Legal AI built from inside the profession.
Kellys builds Kellys SQE Examiner — AI grading for SQE2 candidates, anchored on the SRA Performance Indicators. Built by someone who sat SQE2 and couldn’t find the feedback infrastructure he needed. Built to hold itself to the standard the profession holds its own work to.
Arvind, founder.
Arvind founded Kellys in 2026 to build serious legal AI for the UK market. He came at the work having sat SQE1 and SQE2 the same year — the assessments passed, currently undertaking the qualifying work experience required for admission as a solicitor of England and Wales. The conviction: the legal profession isn’t using AI anywhere near its capability. The work the profession actually does is structured enough to automate honestly — to give lawyers and candidates more output for less of the effort that doesn’t matter — and nobody was treating it that way.

When I sat SQE2 in 2025, the provider I’d paid couldn’t give me what I believe I needed. The timetable, the volume of students — the maths just didn’t work for enough graded mocks, especially the orals. I was lucky: I had friends who’d already sat SQE2 and could practise the orals with me. Most candidates don’t have that luxury. They practise alone, with no honest feedback, and that’s compounded by how small SQE2 cohorts are to begin with — the pass rate keeps them that way. Kellys SQE Examiner is the thing that didn’t exist. Built so the practice and the feedback are available to every candidate, the same way.
What Kellys stands for.
Three standards. One product. Every release.
Practitioner-side
Kellys SQE Examiner is built from inside the work the profession does, not pointed at it from the outside. The Performance Indicators, the conventions, the procedural detail — all come from the source the profession itself works from.

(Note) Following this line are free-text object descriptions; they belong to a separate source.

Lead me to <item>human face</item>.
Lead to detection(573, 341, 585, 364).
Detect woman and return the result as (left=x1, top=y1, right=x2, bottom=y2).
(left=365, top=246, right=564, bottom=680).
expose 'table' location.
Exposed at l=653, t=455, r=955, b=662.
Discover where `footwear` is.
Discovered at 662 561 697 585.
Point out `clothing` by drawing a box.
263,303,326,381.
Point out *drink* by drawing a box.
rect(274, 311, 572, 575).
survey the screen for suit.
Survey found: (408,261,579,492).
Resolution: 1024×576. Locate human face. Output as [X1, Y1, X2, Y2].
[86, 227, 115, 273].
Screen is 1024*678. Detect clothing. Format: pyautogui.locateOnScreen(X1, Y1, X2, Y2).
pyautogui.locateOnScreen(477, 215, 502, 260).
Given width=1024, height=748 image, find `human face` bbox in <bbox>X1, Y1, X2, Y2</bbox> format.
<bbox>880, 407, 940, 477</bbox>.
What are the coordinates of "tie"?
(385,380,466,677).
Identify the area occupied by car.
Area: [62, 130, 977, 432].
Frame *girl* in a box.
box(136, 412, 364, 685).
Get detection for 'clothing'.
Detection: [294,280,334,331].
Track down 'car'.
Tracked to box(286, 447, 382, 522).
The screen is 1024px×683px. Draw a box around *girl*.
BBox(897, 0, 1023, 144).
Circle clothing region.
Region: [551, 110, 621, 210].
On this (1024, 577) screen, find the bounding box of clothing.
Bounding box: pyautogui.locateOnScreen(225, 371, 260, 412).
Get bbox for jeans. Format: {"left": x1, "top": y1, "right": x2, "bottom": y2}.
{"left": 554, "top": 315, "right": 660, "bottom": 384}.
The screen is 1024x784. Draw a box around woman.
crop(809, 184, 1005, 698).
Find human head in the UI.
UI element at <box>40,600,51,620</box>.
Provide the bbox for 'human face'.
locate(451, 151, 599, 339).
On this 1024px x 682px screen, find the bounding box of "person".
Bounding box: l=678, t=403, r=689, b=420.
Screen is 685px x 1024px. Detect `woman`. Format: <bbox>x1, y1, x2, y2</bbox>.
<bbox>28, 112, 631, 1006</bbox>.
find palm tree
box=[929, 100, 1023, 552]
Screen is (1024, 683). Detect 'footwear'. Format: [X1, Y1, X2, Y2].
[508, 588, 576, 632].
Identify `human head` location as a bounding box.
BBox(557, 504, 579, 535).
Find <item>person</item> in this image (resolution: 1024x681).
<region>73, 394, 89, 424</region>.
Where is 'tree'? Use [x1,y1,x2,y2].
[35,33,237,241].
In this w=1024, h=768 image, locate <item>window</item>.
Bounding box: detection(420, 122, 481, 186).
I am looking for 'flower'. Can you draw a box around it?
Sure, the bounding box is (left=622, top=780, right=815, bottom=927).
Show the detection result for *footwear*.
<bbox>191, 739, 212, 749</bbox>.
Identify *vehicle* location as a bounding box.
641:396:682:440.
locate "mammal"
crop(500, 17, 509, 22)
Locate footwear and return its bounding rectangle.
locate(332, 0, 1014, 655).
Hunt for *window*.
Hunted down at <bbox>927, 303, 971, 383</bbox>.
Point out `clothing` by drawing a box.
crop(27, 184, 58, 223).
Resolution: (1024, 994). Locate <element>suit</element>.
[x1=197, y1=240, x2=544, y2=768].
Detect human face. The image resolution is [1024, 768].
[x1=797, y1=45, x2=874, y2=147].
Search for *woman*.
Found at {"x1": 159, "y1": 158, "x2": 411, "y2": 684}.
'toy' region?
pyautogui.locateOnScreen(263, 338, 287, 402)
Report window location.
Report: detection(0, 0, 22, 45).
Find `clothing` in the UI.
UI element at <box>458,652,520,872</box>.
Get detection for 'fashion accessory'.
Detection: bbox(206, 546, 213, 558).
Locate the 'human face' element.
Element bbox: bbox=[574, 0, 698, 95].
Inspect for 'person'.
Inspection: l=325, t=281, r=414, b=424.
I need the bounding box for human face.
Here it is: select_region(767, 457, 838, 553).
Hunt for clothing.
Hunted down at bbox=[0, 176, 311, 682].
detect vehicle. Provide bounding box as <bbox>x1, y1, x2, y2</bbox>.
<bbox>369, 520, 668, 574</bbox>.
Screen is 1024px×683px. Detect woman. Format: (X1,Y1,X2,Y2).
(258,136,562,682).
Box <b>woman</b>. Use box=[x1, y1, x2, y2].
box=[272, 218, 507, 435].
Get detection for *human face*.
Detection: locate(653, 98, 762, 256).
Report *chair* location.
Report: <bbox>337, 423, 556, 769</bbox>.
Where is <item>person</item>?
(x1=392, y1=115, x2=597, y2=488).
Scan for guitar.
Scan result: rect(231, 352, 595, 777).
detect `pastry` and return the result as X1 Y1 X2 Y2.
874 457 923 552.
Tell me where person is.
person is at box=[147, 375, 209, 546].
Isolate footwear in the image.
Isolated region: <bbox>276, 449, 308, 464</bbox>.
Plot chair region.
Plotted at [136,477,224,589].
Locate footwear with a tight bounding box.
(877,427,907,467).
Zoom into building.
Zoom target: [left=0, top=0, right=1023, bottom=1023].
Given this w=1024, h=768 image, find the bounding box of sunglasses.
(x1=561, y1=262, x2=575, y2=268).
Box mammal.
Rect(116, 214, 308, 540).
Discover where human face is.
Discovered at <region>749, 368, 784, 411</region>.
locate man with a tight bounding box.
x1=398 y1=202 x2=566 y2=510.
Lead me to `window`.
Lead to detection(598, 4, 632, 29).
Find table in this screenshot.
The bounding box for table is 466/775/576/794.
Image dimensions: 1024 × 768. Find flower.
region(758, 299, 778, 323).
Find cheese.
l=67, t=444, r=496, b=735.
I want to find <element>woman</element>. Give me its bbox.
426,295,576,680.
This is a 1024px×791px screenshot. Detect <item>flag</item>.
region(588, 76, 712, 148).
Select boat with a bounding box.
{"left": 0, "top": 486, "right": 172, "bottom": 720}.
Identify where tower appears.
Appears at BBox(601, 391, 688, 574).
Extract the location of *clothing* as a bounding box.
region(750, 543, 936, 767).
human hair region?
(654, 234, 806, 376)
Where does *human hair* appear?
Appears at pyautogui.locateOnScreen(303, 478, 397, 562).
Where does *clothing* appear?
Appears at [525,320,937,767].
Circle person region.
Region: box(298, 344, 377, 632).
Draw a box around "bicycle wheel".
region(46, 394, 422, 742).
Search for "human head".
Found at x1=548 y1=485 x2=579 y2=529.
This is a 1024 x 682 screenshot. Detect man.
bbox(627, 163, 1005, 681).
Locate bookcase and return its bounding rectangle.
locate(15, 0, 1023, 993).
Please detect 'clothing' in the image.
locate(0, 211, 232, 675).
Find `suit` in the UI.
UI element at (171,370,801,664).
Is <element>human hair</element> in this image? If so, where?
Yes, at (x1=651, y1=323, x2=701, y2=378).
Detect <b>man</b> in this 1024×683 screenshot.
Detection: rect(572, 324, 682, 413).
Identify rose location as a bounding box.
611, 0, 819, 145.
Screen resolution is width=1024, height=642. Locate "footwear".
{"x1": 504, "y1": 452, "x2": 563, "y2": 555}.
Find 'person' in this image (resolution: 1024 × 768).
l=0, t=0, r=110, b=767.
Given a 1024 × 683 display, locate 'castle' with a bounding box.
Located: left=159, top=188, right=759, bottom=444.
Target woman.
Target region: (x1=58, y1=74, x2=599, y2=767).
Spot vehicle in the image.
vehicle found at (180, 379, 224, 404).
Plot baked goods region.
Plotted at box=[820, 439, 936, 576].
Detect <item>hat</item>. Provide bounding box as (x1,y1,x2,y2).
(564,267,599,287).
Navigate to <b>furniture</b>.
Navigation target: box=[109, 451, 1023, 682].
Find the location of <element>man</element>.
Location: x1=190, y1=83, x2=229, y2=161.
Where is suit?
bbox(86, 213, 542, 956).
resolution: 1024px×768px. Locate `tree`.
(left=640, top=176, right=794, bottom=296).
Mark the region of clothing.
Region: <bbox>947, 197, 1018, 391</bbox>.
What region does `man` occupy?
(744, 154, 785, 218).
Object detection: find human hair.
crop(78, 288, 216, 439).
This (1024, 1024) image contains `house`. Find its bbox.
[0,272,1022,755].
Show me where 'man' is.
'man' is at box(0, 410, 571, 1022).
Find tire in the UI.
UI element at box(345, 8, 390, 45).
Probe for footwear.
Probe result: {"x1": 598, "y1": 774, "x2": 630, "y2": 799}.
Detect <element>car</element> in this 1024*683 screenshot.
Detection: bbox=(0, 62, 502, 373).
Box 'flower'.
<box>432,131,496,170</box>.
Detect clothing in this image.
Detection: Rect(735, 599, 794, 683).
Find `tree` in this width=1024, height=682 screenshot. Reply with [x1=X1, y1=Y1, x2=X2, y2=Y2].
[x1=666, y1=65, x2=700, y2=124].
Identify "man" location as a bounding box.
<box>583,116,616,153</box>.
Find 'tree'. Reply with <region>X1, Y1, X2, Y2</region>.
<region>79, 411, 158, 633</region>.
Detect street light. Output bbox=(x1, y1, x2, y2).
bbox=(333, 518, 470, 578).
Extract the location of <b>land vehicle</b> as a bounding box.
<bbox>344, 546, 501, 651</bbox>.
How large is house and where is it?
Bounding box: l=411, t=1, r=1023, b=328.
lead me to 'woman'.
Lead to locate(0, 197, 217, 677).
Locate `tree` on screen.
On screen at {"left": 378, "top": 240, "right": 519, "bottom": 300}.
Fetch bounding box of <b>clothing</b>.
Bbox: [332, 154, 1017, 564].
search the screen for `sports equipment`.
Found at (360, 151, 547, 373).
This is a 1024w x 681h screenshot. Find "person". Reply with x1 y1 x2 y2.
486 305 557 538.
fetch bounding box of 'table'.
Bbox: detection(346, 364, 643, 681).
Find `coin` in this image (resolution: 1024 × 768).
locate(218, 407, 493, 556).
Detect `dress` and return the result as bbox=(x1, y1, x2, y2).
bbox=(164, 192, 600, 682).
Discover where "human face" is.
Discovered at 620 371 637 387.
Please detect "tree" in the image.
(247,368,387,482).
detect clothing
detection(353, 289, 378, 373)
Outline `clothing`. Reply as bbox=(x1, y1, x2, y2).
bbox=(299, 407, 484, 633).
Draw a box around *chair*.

Anchored on published standards
Kellys judgement is anchored on criteria the regulator has already published — whether that is the SRA Performance Indicators, the Code of Conduct, or the procedural rules of the courts. No invented criteria, no outcome promises.
UK-first
Designed around the SRA Code of Conduct, UK GDPR, and the realities of English & Welsh practice from the first commit. Not a US product retrofitted with British spellings.